By Howard Levitt
Harassment is a serious charge and having investigations for every minor dispute devalues and depreciates it
The OHSA requires an investigation if there is genuine harassment alleged but, despite the preachings of the investigation lobby, this investigation need not and, in my experienced view, should not, be conducted by an outside investigator.
For the reasons provided in previous columns — including expense and delay; lack of knowledge of the company, its policies and culture; the appearance that a “hired gun” is being brought in; and the economic incentive to prolong and expand the assignment — it is seldom in the interest of an employer to use a third-party investigator.

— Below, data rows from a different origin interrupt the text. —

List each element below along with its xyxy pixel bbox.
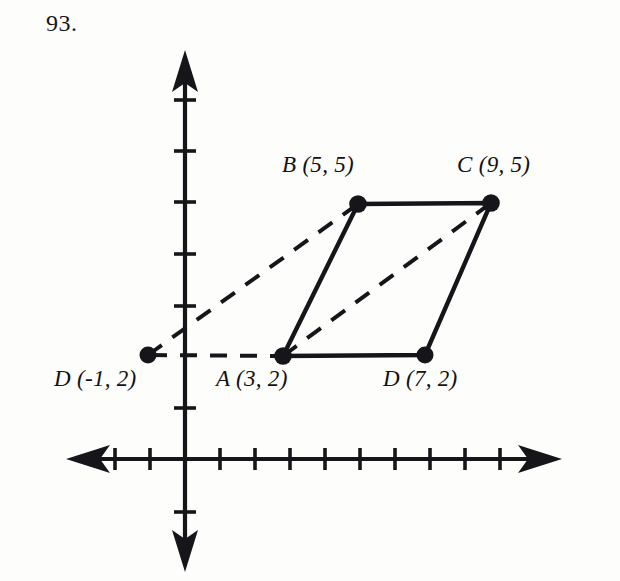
point-marker-C	[482, 194, 500, 212]
dashed-segment-Dneg-A	[150, 355, 283, 356]
axes-group	[80, 62, 548, 548]
coordinate-plane-figure	[0, 0, 620, 581]
axis-arrowheads	[66, 50, 562, 572]
figure-page: 93.	[0, 0, 620, 581]
point-label-A: A (3, 2)	[216, 366, 288, 392]
point-marker-D7	[417, 347, 434, 364]
point-label-B: B (5, 5)	[282, 152, 354, 178]
point-marker-B	[349, 195, 367, 213]
point-label-D-seven: D (7, 2)	[383, 366, 458, 392]
point-marker-A	[274, 347, 292, 365]
point-label-C: C (9, 5)	[457, 152, 530, 178]
point-marker-Dneg	[140, 347, 157, 364]
dashed-segment-Dneg-B	[148, 204, 358, 355]
point-label-D-negative-one: D (-1, 2)	[54, 366, 137, 392]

On those rare occasions in which it is, such as an investigation of the conduct of the CEO, I recommend using a retired judge, rather than a lawyer, with the trained skills of fact-finding and the respect of all stakeholders, including the court if the matter proceeds to trial.
Another problem with using an outside lawyer is that it permits the employee to bring their own lawyer to the meetings, which they otherwise cannot do.
Must every petty complaint give rise to a full-blown investigation, the response of too many HR departments?
From the wording of my question, you can likely predict the answer.
Harassment is a serious charge and having investigations for every minor dispute devalues and depreciates it. Conflict and accusations do not equate to harassment.
Harassment allegations are increasingly serving as a weapon of office politics. Much time is wasted, resources consumed and careers placed on the line as a result of inherently trivial “harassment“ allegations.
As per the definition above, conduct, to be harassment, must also be vexatious, in other words, targeted at someone for the very purpose of hurting them, without a good-faith purpose. Or, to go back to this definition, the person accused of harassment must have known they were causing offence unless offence was objectively very obvious from the conduct itself.
Unless the conduct was so obviously offensive, without the intent to hurt, the fact that a co-worker takes offence does not mean that harassment has occurred. Many harassment complaints are made without this requisite element of intent and many findings of harassment are made without understanding that core principle.
One common allegation of harassment arises from discipline or other use of managerial control, sometimes alleged to place management on the defensive in the hope of reducing the prospect that the disciplined employee will be terminated.
Similar to complaints of emotional stress in worker’s compensation cases, justifiable discipline or managerial initiative, whatever offence and emotional suffering it causes, is not harassment. The improper weaponization of harassment is as much the fault of employers who misunderstand it as of those employees who deliberately and in bad faith invoke it.